The most recent UAE banks to win licences in India were Abu Dhabi Commercial Bank and Mashreq, but that was back in 1980.

An Indian bank is expected to be allowed to set up in the UAE in return, with State Bank of India a front runner, Bloomberg News reported.

Spokespeople from NBAD and Reserve Bank of India were not immediately available for comment.

“It is likely to be a relatively small operation to start with,” said Shabbir Malik, a Dubai-based banking analyst at the Egyptian investment bank EFG-Hermes. “Although India is a big market it will initially have a small impact on the bank’s profitability. The operations will be mainly corporate-focused and not retail.”

“The move is part of the bank’s strategy to expand their wholesale networks across the West-East corridor. Management has been saying that they want the bank to be in a position to take advantage of the investment and trade flows that occur between the megacities situated within that corridor.”

Alex Thursby, appointed as the bank’s chief executive last July, said its new five-year plan included setting up centres in Abu Dhabi, Lagos, Washington, Mumbai, Singapore, Hong Kong, London and Paris. The bank has also said that it wants to build retail banking networks in a select number of emerging markets.
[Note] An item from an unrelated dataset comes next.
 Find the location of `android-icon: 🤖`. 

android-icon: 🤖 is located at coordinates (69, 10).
NBAD, like a number of other banks in the UAE, has been setting its sights on expansion outside the country, where competition among the more than 50 banks serving a population of 9 million is becoming tougher. The hunt for retail banking customers has intensified in the past few years because the margins on loans to individuals are higher than those to companies.

An improvement in the economy amid low interest rates has boosted the appetite among consumers to take loans for homes, cars and other big ticket item ­purchases.
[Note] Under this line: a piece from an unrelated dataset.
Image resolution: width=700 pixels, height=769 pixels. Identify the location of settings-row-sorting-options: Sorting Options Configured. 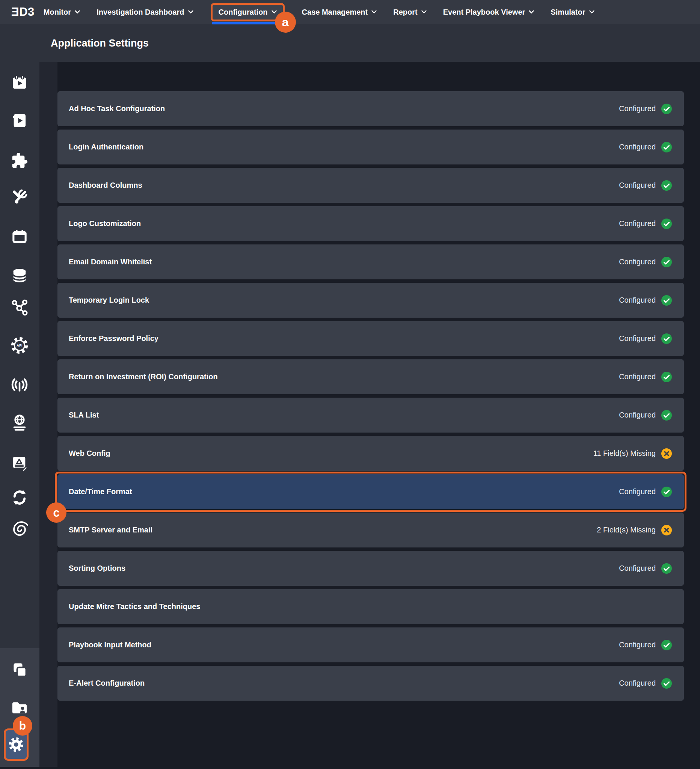
(371, 568).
But as well as building up its operations outside of the UAE, NBAD – which has only the fifth largest retail banking network here – wants to focus more on generating fees in other parts of its business, such as foreign exchange and trade finance as well as capturing trade flows. That is because the profit margins it is making on lending to customers in the Emirates are compressing as interest rates continue to inch lower.

The rate at which banks lend to each other, and which is used as a benchmark in setting borrowing costs, is hovering at lows of at least eight years.

NBAD’s entry into India comes at an opportune moment. The prospect of the prime minister-designate Narendra Modi leading India’s most stable government in three decades has prompted economists to raise growth forecasts in the world’s second-most populous nation.

Morgan Stanley, Citigroup and Nomura Holdings anticipate faster expansion in the next few years on Mr Modi’s plans to attract investment and build more ports, roads and bridges. GDP will expand at a four-year high of 6.5 per cent in the year through March 2016, Morgan Stanley predicts, compared with a previous estimate of 6.2 per cent.